Change is something we cannot escape. It is something many of us love and thrive on, and something many of us hate, and resist, kicking and screaming. Even if we need it, we often still resist.
Change is often good. But not always.
Regardless, it is a part of life.
I have a love/hate relationship with change. If life continues on and on without any change, I look forward to it. But only if it is not uncomfortable. I like comfort. I don’t like painful change. I like invigorating change.
When I changed my belief system 7 years ago and accepted Christ as my savior and Lord, I loved so much of the change I felt inside and how I viewed the world. But I hated the consequences of that change. The boyfriend of 6 years who refused to marry me because I had changed. The decision to leave and start a new life with my 1 year old son, alone….but with God.
God blessed that change. Within a couple of years I was newly married to a God-loving man, and within the last 5 years I’ve been blessed with 2 other children and now pregnant with another one.
Last year, my husband and I were talking about our desire for change—for me to be able to come home and raise our kids while he ran his new business. But it didn’t seem enough to just continue as we were going. Owen said its like a dog who is sitting on a nail. It hurt, but not enough to just get up and move away. But enough to whine and wimper about it all day. I was tired of wimpering and whining. Stuck with an income so tight that a dent in a fender would put us in debt, was not life for us, let alone have the luxury of me coming home. If we wanted that change, I’d have to start other ventures that could supplement the income enough so that I could eventually leave teaching while he worked harder on growing his business as well. Doing nothing would change nothing.
Teaching by day, raising kids by afternoon and weekend, and writing resumes and memoirs and children’s books by night is not easy. It is uncomfortable a times. At other times, it is invigorating. Exciting. I am being pushed to go beyond myself and even at times, enjoy the challenge and seeing its fruits–the books I’ve always wanted to write but never had the time.
This change is necessary. And in the end, I know it will pay off.
To a better future. Because without change, it just can’t happen.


* THE PROBLEM
Each record below needs to be reproduced precisely, though not its pictures.

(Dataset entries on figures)
+ + + +

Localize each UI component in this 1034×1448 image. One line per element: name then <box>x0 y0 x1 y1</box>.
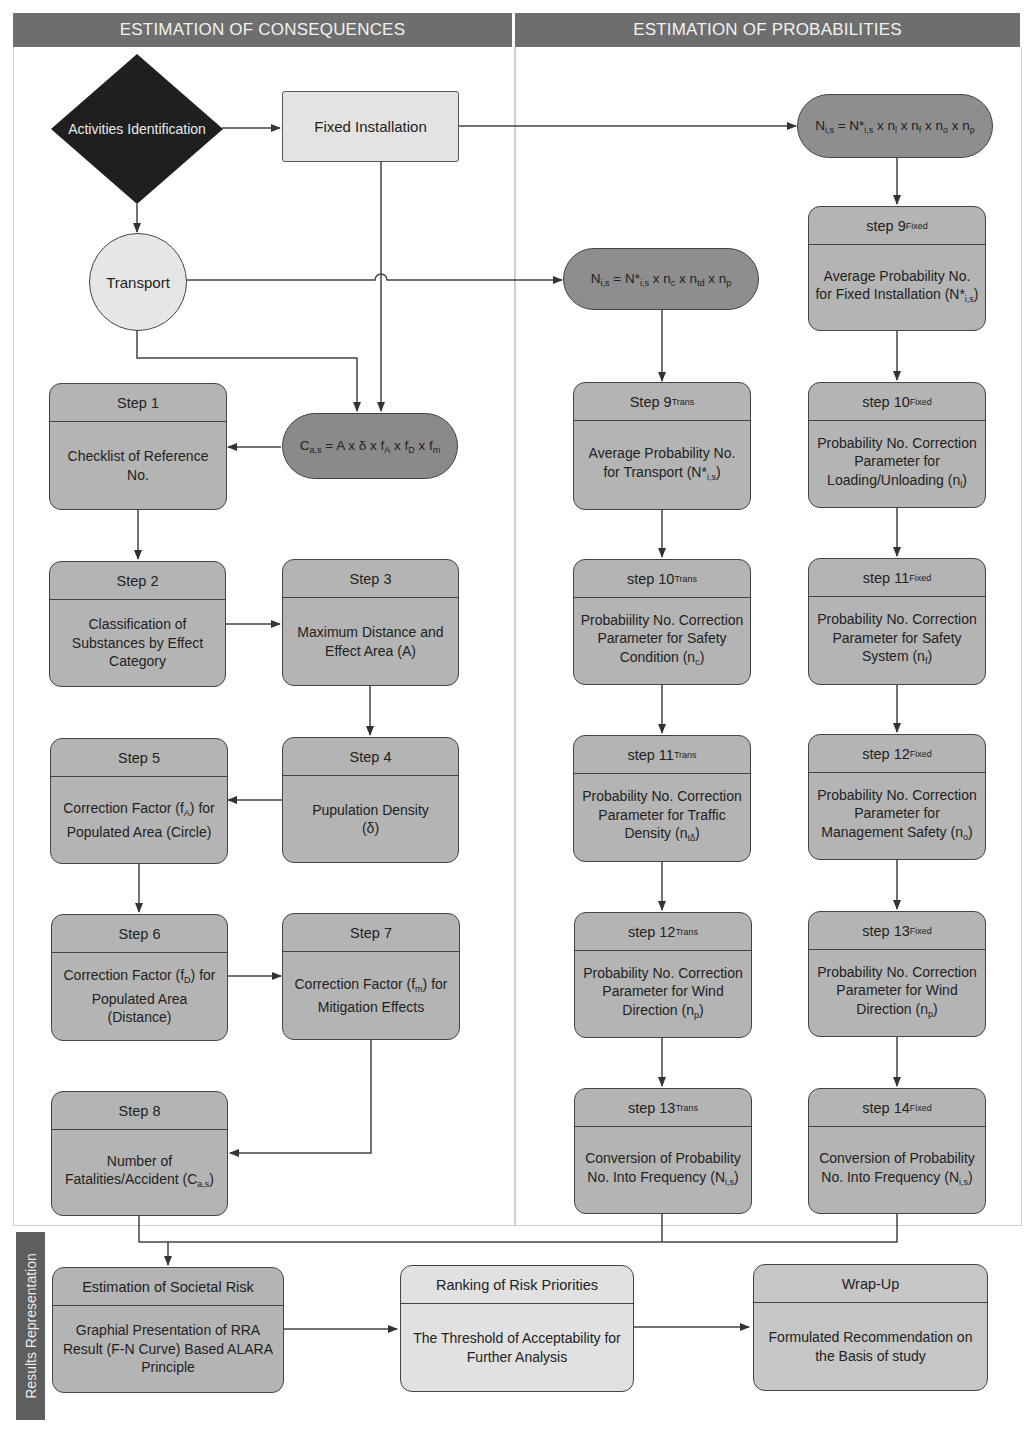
step-title-subscript: Trans <box>674 750 697 760</box>
step-4-box[interactable]: Step 4Pupulation Density(δ) <box>282 737 459 863</box>
step-6-box[interactable]: Step 6Correction Factor (fD) for Populat… <box>51 914 228 1041</box>
step-1-box[interactable]: Step 1Checklist of Reference No. <box>49 383 227 510</box>
step-body-text: Probabiility No. Correction Parameter fo… <box>580 611 744 672</box>
step-body: Number of Fatalities/Accident (Ca,s) <box>52 1130 227 1215</box>
step-body: Average Probability No. for Transport (N… <box>574 421 750 509</box>
activities-identification-diamond[interactable]: Activities Identification <box>51 54 223 204</box>
step-9-trans-box[interactable]: Step 9TransAverage Probability No. for T… <box>573 382 751 510</box>
formula-subscript: l <box>895 125 897 135</box>
step-body-subscript: i,s <box>965 294 974 304</box>
step-body-subscript: a,s <box>197 1179 209 1189</box>
step-title-subscript: Trans <box>675 1103 698 1113</box>
ranking-risk-priorities-box[interactable]: Ranking of Risk PrioritiesThe Threshold … <box>400 1265 634 1392</box>
step-2-box[interactable]: Step 2Classification of Substances by Ef… <box>49 561 226 687</box>
step-body-subscript: i,s <box>959 1177 968 1187</box>
step-body-subscript: o <box>963 832 968 842</box>
step-title: Wrap-Up <box>754 1265 987 1303</box>
step-title-subscript: Trans <box>672 397 695 407</box>
step-title: step 10Fixed <box>809 383 985 421</box>
step-14-fixed-box[interactable]: step 14FixedConversion of Probability No… <box>808 1088 986 1214</box>
formula-subscript: m <box>433 445 441 455</box>
step-body-text: Correction Factor (fm) for Mitigation Ef… <box>289 975 453 1017</box>
step-body-text: Average Probability No. for Transport (N… <box>580 444 744 486</box>
step-12-fixed-box[interactable]: step 12FixedProbability No. Correction P… <box>808 734 986 860</box>
step-body: Correction Factor (fm) for Mitigation Ef… <box>283 952 459 1039</box>
step-body-subscript: c <box>695 657 700 667</box>
step-title: Step 4 <box>283 738 458 776</box>
step-title: step 11Fixed <box>809 559 985 597</box>
step-body: Probability No. Correction Parameter for… <box>809 773 985 859</box>
step-body: The Threshold of Acceptability for Furth… <box>401 1304 633 1391</box>
step-title: step 13Fixed <box>809 912 985 950</box>
step-10-fixed-box[interactable]: step 10FixedProbability No. Correction P… <box>808 382 986 508</box>
step-11-fixed-box[interactable]: step 11FixedProbability No. Correction P… <box>808 558 986 685</box>
step-body-text: Checklist of Reference No. <box>56 447 220 484</box>
step-body-text: Maximum Distance and Effect Area (A) <box>289 623 452 660</box>
formula-text: Ni,s = N*i,s x nl x nf x no x np <box>815 118 975 135</box>
step-body: Classification of Substances by Effect C… <box>50 600 225 686</box>
step-body: Probability No. Correction Parameter for… <box>574 774 750 861</box>
step-body-text: Pupulation Density(δ) <box>312 801 429 838</box>
step-body-subscript: tδ <box>687 833 695 843</box>
header-estimation-of-probabilities: ESTIMATION OF PROBABILITIES <box>515 13 1020 47</box>
step-title: step 12Fixed <box>809 735 985 773</box>
step-body-subscript: m <box>415 984 423 994</box>
step-7-box[interactable]: Step 7Correction Factor (fm) for Mitigat… <box>282 913 460 1040</box>
step-title-subscript: Trans <box>675 927 698 937</box>
step-body: Correction Factor (fA) for Populated Are… <box>51 777 227 863</box>
step-title: Step 5 <box>51 739 227 777</box>
step-body-text: Probability No. Correction Parameter for… <box>580 787 744 848</box>
step-body-text: Probability No. Correction Parameter for… <box>581 964 745 1025</box>
step-10-trans-box[interactable]: step 10TransProbabiility No. Correction … <box>573 559 751 685</box>
side-label-text: Results Representation <box>23 1253 39 1399</box>
step-title-subscript: Fixed <box>906 221 928 231</box>
step-body-text: Classification of Substances by Effect C… <box>56 615 219 671</box>
fixed-installation-label: Fixed Installation <box>314 118 427 135</box>
step-body-text: Conversion of Probability No. Into Frequ… <box>581 1149 745 1191</box>
activities-identification-label: Activities Identification <box>51 54 223 204</box>
fixed-installation-node[interactable]: Fixed Installation <box>282 91 459 162</box>
step-9-fixed-box[interactable]: step 9FixedAverage Probability No. for F… <box>808 206 986 331</box>
step-body-subscript: i,s <box>725 1177 734 1187</box>
step-body: Correction Factor (fD) for Populated Are… <box>52 953 227 1040</box>
formula-subscript: i,s <box>601 278 610 288</box>
step-title: Step 7 <box>283 914 459 952</box>
step-title: Estimation of Societal Risk <box>53 1268 283 1306</box>
formula-transport-probability: Ni,s = N*i,s x nc x ntd x np <box>563 248 759 310</box>
formula-text: Ni,s = N*i,s x nc x ntd x np <box>591 271 731 288</box>
step-title: Ranking of Risk Priorities <box>401 1266 633 1304</box>
step-8-box[interactable]: Step 8Number of Fatalities/Accident (Ca,… <box>51 1091 228 1216</box>
wrap-up-box[interactable]: Wrap-UpFormulated Recommendation on the … <box>753 1264 988 1391</box>
step-body-text: Graphial Presentation of RRA Result (F-N… <box>59 1321 277 1377</box>
step-5-box[interactable]: Step 5Correction Factor (fA) for Populat… <box>50 738 228 864</box>
step-13-trans-box[interactable]: step 13TransConversion of Probability No… <box>574 1088 752 1214</box>
step-body: Checklist of Reference No. <box>50 422 226 509</box>
step-body: Graphial Presentation of RRA Result (F-N… <box>53 1306 283 1392</box>
transport-node[interactable]: Transport <box>89 233 187 331</box>
step-body-text: Number of Fatalities/Accident (Ca,s) <box>58 1152 221 1194</box>
step-title: Step 2 <box>50 562 225 600</box>
step-body-text: Correction Factor (fD) for Populated Are… <box>58 966 221 1027</box>
step-body: Formulated Recommendation on the Basis o… <box>754 1303 987 1390</box>
step-3-box[interactable]: Step 3Maximum Distance and Effect Area (… <box>282 559 459 686</box>
step-11-trans-box[interactable]: step 11TransProbability No. Correction P… <box>573 735 751 862</box>
step-13-fixed-box[interactable]: step 13FixedProbability No. Correction P… <box>808 911 986 1037</box>
step-body: Pupulation Density(δ) <box>283 776 458 862</box>
step-body-text: Probability No. Correction Parameter for… <box>815 963 979 1024</box>
step-body: Conversion of Probability No. Into Frequ… <box>575 1127 751 1213</box>
header-estimation-of-consequences: ESTIMATION OF CONSEQUENCES <box>13 13 512 47</box>
step-title: Step 8 <box>52 1092 227 1130</box>
step-title: Step 1 <box>50 384 226 422</box>
step-title-subscript: Fixed <box>910 1103 932 1113</box>
step-title: step 11Trans <box>574 736 750 774</box>
societal-risk-box[interactable]: Estimation of Societal RiskGraphial Pres… <box>52 1267 284 1393</box>
step-title: Step 3 <box>283 560 458 598</box>
step-12-trans-box[interactable]: step 12TransProbability No. Correction P… <box>574 912 752 1038</box>
step-body-text: Probability No. Correction Parameter for… <box>815 786 979 847</box>
step-body-subscript: i,s <box>707 472 716 482</box>
step-body-subscript: p <box>928 1009 933 1019</box>
formula-subscript: D <box>408 445 415 455</box>
step-body-subscript: p <box>694 1010 699 1020</box>
step-title: step 14Fixed <box>809 1089 985 1127</box>
step-title: step 9Fixed <box>809 207 985 245</box>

+ + + +

* SOLUTION FOR THIS PROBLEM
Localize each UI component in this 1034×1448 image. One line per element: name then <box>x0 y0 x1 y1</box>.
step-title-subscript: Trans <box>674 750 697 760</box>
step-4-box[interactable]: Step 4Pupulation Density(δ) <box>282 737 459 863</box>
step-6-box[interactable]: Step 6Correction Factor (fD) for Populat… <box>51 914 228 1041</box>
step-1-box[interactable]: Step 1Checklist of Reference No. <box>49 383 227 510</box>
step-body-text: Probabiility No. Correction Parameter fo… <box>580 611 744 672</box>
step-body: Number of Fatalities/Accident (Ca,s) <box>52 1130 227 1215</box>
step-body: Average Probability No. for Transport (N… <box>574 421 750 509</box>
activities-identification-diamond[interactable]: Activities Identification <box>51 54 223 204</box>
step-9-trans-box[interactable]: Step 9TransAverage Probability No. for T… <box>573 382 751 510</box>
formula-subscript: l <box>895 125 897 135</box>
step-body-subscript: i,s <box>965 294 974 304</box>
step-body-subscript: a,s <box>197 1179 209 1189</box>
step-title-subscript: Trans <box>675 1103 698 1113</box>
ranking-risk-priorities-box[interactable]: Ranking of Risk PrioritiesThe Threshold … <box>400 1265 634 1392</box>
step-2-box[interactable]: Step 2Classification of Substances by Ef… <box>49 561 226 687</box>
step-body-subscript: i,s <box>959 1177 968 1187</box>
step-body-subscript: o <box>963 832 968 842</box>
step-title: Wrap-Up <box>754 1265 987 1303</box>
step-title-subscript: Trans <box>672 397 695 407</box>
step-title: step 10Fixed <box>809 383 985 421</box>
step-14-fixed-box[interactable]: step 14FixedConversion of Probability No… <box>808 1088 986 1214</box>
formula-subscript: m <box>433 445 441 455</box>
step-body-text: Correction Factor (fm) for Mitigation Ef… <box>289 975 453 1017</box>
step-body-text: Average Probability No. for Transport (N… <box>580 444 744 486</box>
step-12-fixed-box[interactable]: step 12FixedProbability No. Correction P… <box>808 734 986 860</box>
step-body: Correction Factor (fm) for Mitigation Ef… <box>283 952 459 1039</box>
step-body-subscript: c <box>695 657 700 667</box>
step-title: Step 4 <box>283 738 458 776</box>
step-title: step 11Fixed <box>809 559 985 597</box>
step-body: Probability No. Correction Parameter for… <box>809 773 985 859</box>
step-body: The Threshold of Acceptability for Furth… <box>401 1304 633 1391</box>
step-title: step 13Fixed <box>809 912 985 950</box>
step-10-fixed-box[interactable]: step 10FixedProbability No. Correction P… <box>808 382 986 508</box>
step-11-fixed-box[interactable]: step 11FixedProbability No. Correction P… <box>808 558 986 685</box>
step-body-text: Checklist of Reference No. <box>56 447 220 484</box>
step-body-text: Maximum Distance and Effect Area (A) <box>289 623 452 660</box>
formula-text: Ni,s = N*i,s x nl x nf x no x np <box>815 118 975 135</box>
step-body: Classification of Substances by Effect C… <box>50 600 225 686</box>
step-body: Probability No. Correction Parameter for… <box>574 774 750 861</box>
step-body-text: Pupulation Density(δ) <box>312 801 429 838</box>
step-body-subscript: tδ <box>687 833 695 843</box>
header-estimation-of-probabilities: ESTIMATION OF PROBABILITIES <box>515 13 1020 47</box>
step-title: step 12Fixed <box>809 735 985 773</box>
step-body-subscript: m <box>415 984 423 994</box>
step-7-box[interactable]: Step 7Correction Factor (fm) for Mitigat… <box>282 913 460 1040</box>
step-title-subscript: Trans <box>675 927 698 937</box>
step-body: Correction Factor (fA) for Populated Are… <box>51 777 227 863</box>
step-title: Step 5 <box>51 739 227 777</box>
step-body-text: Probability No. Correction Parameter for… <box>580 787 744 848</box>
step-body-text: Probability No. Correction Parameter for… <box>581 964 745 1025</box>
step-10-trans-box[interactable]: step 10TransProbabiility No. Correction … <box>573 559 751 685</box>
side-label-text: Results Representation <box>23 1253 39 1399</box>
step-title-subscript: Fixed <box>906 221 928 231</box>
step-body-text: Classification of Substances by Effect C… <box>56 615 219 671</box>
fixed-installation-label: Fixed Installation <box>314 118 427 135</box>
step-body-text: Conversion of Probability No. Into Frequ… <box>581 1149 745 1191</box>
activities-identification-label: Activities Identification <box>51 54 223 204</box>
fixed-installation-node[interactable]: Fixed Installation <box>282 91 459 162</box>
step-9-fixed-box[interactable]: step 9FixedAverage Probability No. for F… <box>808 206 986 331</box>
step-body-subscript: i,s <box>725 1177 734 1187</box>
step-body: Correction Factor (fD) for Populated Are… <box>52 953 227 1040</box>
formula-subscript: i,s <box>601 278 610 288</box>
step-title: Step 7 <box>283 914 459 952</box>
step-title: Estimation of Societal Risk <box>53 1268 283 1306</box>
formula-transport-probability: Ni,s = N*i,s x nc x ntd x np <box>563 248 759 310</box>
formula-text: Ni,s = N*i,s x nc x ntd x np <box>591 271 731 288</box>
step-title: Ranking of Risk Priorities <box>401 1266 633 1304</box>
step-8-box[interactable]: Step 8Number of Fatalities/Accident (Ca,… <box>51 1091 228 1216</box>
wrap-up-box[interactable]: Wrap-UpFormulated Recommendation on the … <box>753 1264 988 1391</box>
step-body-text: Graphial Presentation of RRA Result (F-N… <box>59 1321 277 1377</box>
step-5-box[interactable]: Step 5Correction Factor (fA) for Populat… <box>50 738 228 864</box>
step-13-trans-box[interactable]: step 13TransConversion of Probability No… <box>574 1088 752 1214</box>
step-body: Checklist of Reference No. <box>50 422 226 509</box>
step-body: Graphial Presentation of RRA Result (F-N… <box>53 1306 283 1392</box>
transport-node[interactable]: Transport <box>89 233 187 331</box>
step-body-text: Number of Fatalities/Accident (Ca,s) <box>58 1152 221 1194</box>
step-title: Step 2 <box>50 562 225 600</box>
step-body-text: Correction Factor (fD) for Populated Are… <box>58 966 221 1027</box>
step-body: Formulated Recommendation on the Basis o… <box>754 1303 987 1390</box>
step-3-box[interactable]: Step 3Maximum Distance and Effect Area (… <box>282 559 459 686</box>
step-11-trans-box[interactable]: step 11TransProbability No. Correction P… <box>573 735 751 862</box>
step-13-fixed-box[interactable]: step 13FixedProbability No. Correction P… <box>808 911 986 1037</box>
step-body: Pupulation Density(δ) <box>283 776 458 862</box>
step-body-text: Probability No. Correction Parameter for… <box>815 963 979 1024</box>
step-body: Conversion of Probability No. Into Frequ… <box>575 1127 751 1213</box>
header-estimation-of-consequences: ESTIMATION OF CONSEQUENCES <box>13 13 512 47</box>
step-title: Step 8 <box>52 1092 227 1130</box>
step-title: Step 1 <box>50 384 226 422</box>
step-title-subscript: Fixed <box>910 1103 932 1113</box>
step-title: step 11Trans <box>574 736 750 774</box>
societal-risk-box[interactable]: Estimation of Societal RiskGraphial Pres… <box>52 1267 284 1393</box>
step-title: Step 3 <box>283 560 458 598</box>
step-12-trans-box[interactable]: step 12TransProbability No. Correction P… <box>574 912 752 1038</box>
step-body-text: Probability No. Correction Parameter for… <box>815 786 979 847</box>
step-body-subscript: i,s <box>707 472 716 482</box>
step-body-subscript: p <box>928 1009 933 1019</box>
formula-subscript: D <box>408 445 415 455</box>
step-body-subscript: p <box>694 1010 699 1020</box>
step-title: step 14Fixed <box>809 1089 985 1127</box>
step-title: step 9Fixed <box>809 207 985 245</box>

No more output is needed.